Important
Status: Technical Preview. The native egress firewall is currently in technical preview for audit mode without rule enforcement. Linux is the only supported platform at this time.
Welcome to the early access program for the GitHub Actions native egress firewall. This program gives design partners hands on access to the firewall for GitHub-hosted runners, with both audit and enforcement (later date).
The native egress firewall builds on GitHub Actions' existing runner image architecture, but operates within the context of a nested-VM. Separating the runner from the firewall. We provide both a standard firewall enabled runner image and a larger firewall enabled runner image, giving customers the same image options they use today with native egress controls included. For now, logs are available as an artifact at the conclusion of a workflow run.
Runner access in early access:
- Standard GitHub-hosted runners are available by default. Set
runs-on: ubuntu-24.04-firewallin your workflow file. - Larger runners are available by request during technical preview. Open a larger runner access request and include:
- whether access is for an enterprise or organization
- the exact enterprise or organization name
- a point of contact
After approval, ask your administrator to create a Linux larger runner using the GitHub-maintained Ubuntu 24.04 with Firewall image.
Note
Performance during preview. With the firewall enabled, expect roughly a 15–20% increase in workflow runtime for typical workloads, driven by the virtual machine monitoring your network traffic. Reducing this overhead is an active investment, and we will publish per-release performance deltas alongside public preview.
- Issue report — report a bug, blocked request, false positive, or unexpected behavior.
- Feature request — request a new rule kind, a managed rule, or a platform expansion.
- Larger runner access request — request early access to larger runners using the
Ubuntu 24.04 with Firewallimage.
GitHub hosted runners today allow unrestricted outbound network access. Any workflow can reach any host on the internet, regardless of GITHUB_TOKEN permissions, secret scoping, OIDC, or SHA pinning. Those controls govern identity, code, and what the workflow can do inside GitHub — but nothing today governs where the workflow can talk on the network.
The native egress firewall closes that gap. It runs outside the runner VM, inspects DNS and HTTP/HTTPS traffic, and remains immutable even if a workflow gains root access inside the runner. It complements — and does not replace — OIDC, SHA pinning, and GITHUB_TOKEN permissions; together they produce a workflow that is identified, deterministic, least-privileged, and network-bounded.

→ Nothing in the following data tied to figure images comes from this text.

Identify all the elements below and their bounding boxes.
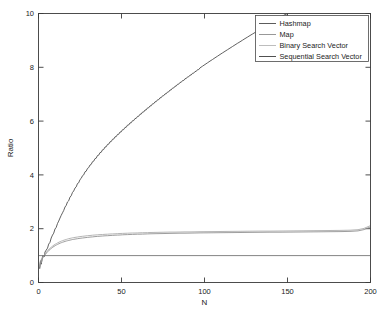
- y-tick-label: 6: [30, 117, 34, 126]
- y-tick-label: 8: [30, 63, 34, 72]
- chart-figure: 0 2 4 6 8 10 0 50 100 150 200 N Ratio: [0, 0, 390, 321]
- x-tick-label: 50: [117, 287, 125, 296]
- x-tick-label: 200: [364, 287, 377, 296]
- legend-label-binary-search-vector: Binary Search Vector: [280, 41, 349, 50]
- y-tick-label: 4: [30, 171, 34, 180]
- y-axis-title: Ratio: [6, 138, 15, 157]
- ratio-vs-n-line-chart: 0 2 4 6 8 10 0 50 100 150 200 N Ratio: [0, 0, 390, 321]
- x-tick-label: 150: [281, 287, 294, 296]
- y-tick-label: 2: [30, 224, 34, 233]
- y-tick-label: 10: [26, 9, 34, 18]
- x-tick-label: 0: [36, 287, 40, 296]
- legend-label-hashmap: Hashmap: [280, 19, 311, 28]
- chart-legend: Hashmap Map Binary Search Vector Sequent…: [256, 16, 369, 62]
- legend-label-map: Map: [280, 30, 294, 39]
- x-axis-title: N: [202, 298, 208, 307]
- legend-label-sequential-search-vector: Sequential Search Vector: [280, 52, 363, 61]
- y-tick-label: 0: [30, 278, 34, 287]
- x-tick-label: 100: [198, 287, 211, 296]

The capability ships in two modes:
- Audit mode records every outbound DNS lookup and HTTP request without blocking anything. This is the safe entry point.
- Enforcement mode applies an allow list. Traffic outside the list is blocked, recorded, and surfaced in the workflow summary with the offending command and the rule that denied it.
To support URL-level allow rules, the firewall terminates TLS at the egress boundary and re-establishes TLS to the destination. Each workflow run gets a unique, ephemeral certificate that is destroyed when the run ends, so traffic remains private to that run.
- If your workflow trusts the operating system certificate store (the default for
curl,git,npm,pip,docker, etc.), you will see a normal HTTPS connection — no changes required. - If your workflow does certificate pinning or mTLS, you will need to update it to trust the per-run ephemeral certificate.
| Adoption path | Runner type | How it is enabled | Best for |
|---|---|---|---|
| Firewall enabled label | Standard GitHub hosted runners | Set runs-on: ubuntu-24.04-firewall in the workflow |
Individual repositories, open source projects, fast adoption with no admin setup |
| Firewall enabled image | Larger runners | Select the GitHub maintained Ubuntu 24.04 with Firewall image when creating the larger runner |
Enterprises that already use larger runners, custom tooling, private networking, or runner groups |
Both paths produce identical Layer 7 enforcement, identical telemetry, and identical rule semantics. Custom larger runner images built on the firewall base image cannot disable or bypass the firewall, because enforcement lives outside the VM.
| Phase | Capability | Scope |
|---|---|---|
| Technical preview | Audit mode | Linux, opt in via runner label or larger runner image |
| Public preview | Enforcement mode with allow list rules. Deny all by default | Linux, repository level only |
| GA | Organization and enterprise rule definition via Actions rulesets (target by name, pattern, or custom repository property), managed developer-intent rules, log streaming via the Actions data stream | Linux, with Windows and macOS to follow |
- Preview: firewall events are surfaced in the workflow run summary and as a workflow run artifact. We will log the binary name (without command line flags or environment variables) as well as the URL (without query arguments or URL fragment). Be careful that you don't accidentally log secrets in your command name or URL path!
- GA: events stream to the Actions data stream with workflow, job, step, and command attribution, ready for ingestion into existing SIEM and detection pipelines.